I can tell hbase to disable and delete particular tables using:
disable 'tablename'
drop 'tablename'
But I want to delete all the tables in the database without hardcoding the names of any of the tables. Is there a way to do this? I want to do this through the command-line utility ./hbase shell
, not through Java or Thrift.
I have a handy script that does exactly this, using the Python Happybase library:
You will need Happybase installed to use this script, and you can install it as:
disable_all and drop_all have been added as commands in the HBase ruby shell. These commands were added in jira HBASE-3506 These commands take a regex of tables to disable/drop. And they will ask for confirmation before continuing. That should make droping lots of tables pretty easy and not require outside libraries or scripting.
I'm not deleting tables through the hbase shell but I deleting them from the command line by,
- deleting my hadoop distributed filesystem directory, then,
- creating a new clean hadoop distributed filesystem directory, then,
- formatting my hadoop distributed filesystem with 'hadoop namenode -format', then,
- start-all.sh and start-hbase.sh
Reference:
http://hadoop.apache.org/common/docs/r0.20.1/api/overview-summary.html#overview_description
There is a hack. Open $HBASE_HOME/lib/ruby/shell/commands/list.rb file and add below line at the bottom of command method.

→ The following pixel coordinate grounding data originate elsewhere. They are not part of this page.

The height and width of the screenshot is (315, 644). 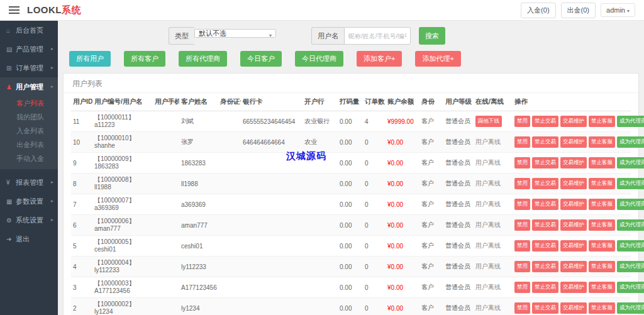 I want to click on sidebar-item-reports: ¥报表管理▸, so click(x=29, y=182).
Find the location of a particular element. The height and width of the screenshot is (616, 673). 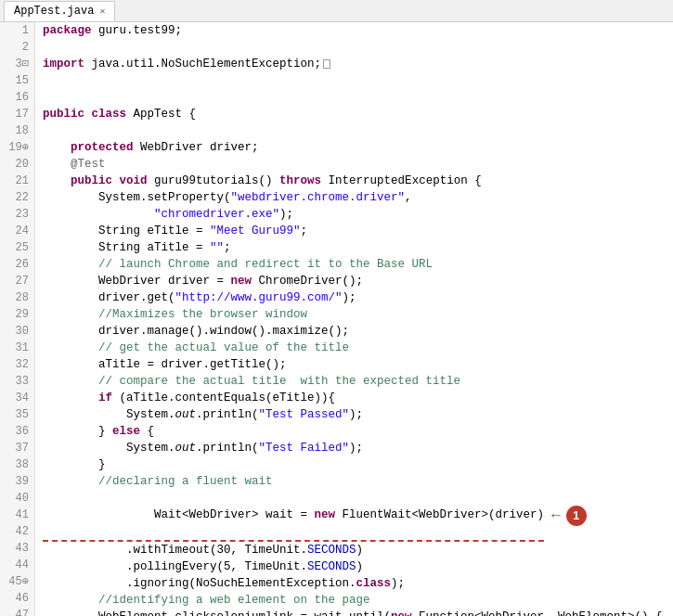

After that, list command returns an array of names of all tables. And then do just like this.
If you're looking for something that will do this in a 'one-liner' via a shell script you can use this method:
NOTE: The above was run from Bash shell prompt. It echoes the commands into
hbase shell
and does a loop through all the tables that are returned from thelist
command, and then disables & drops each table as it iterates through the array thatlist
returned. Once it's done, it quits.You can pipe commands to the
bin/hbase shell
command. From there you can use some scripting to grab the table names and pipe the disable/delete commands back to hbase.i.e.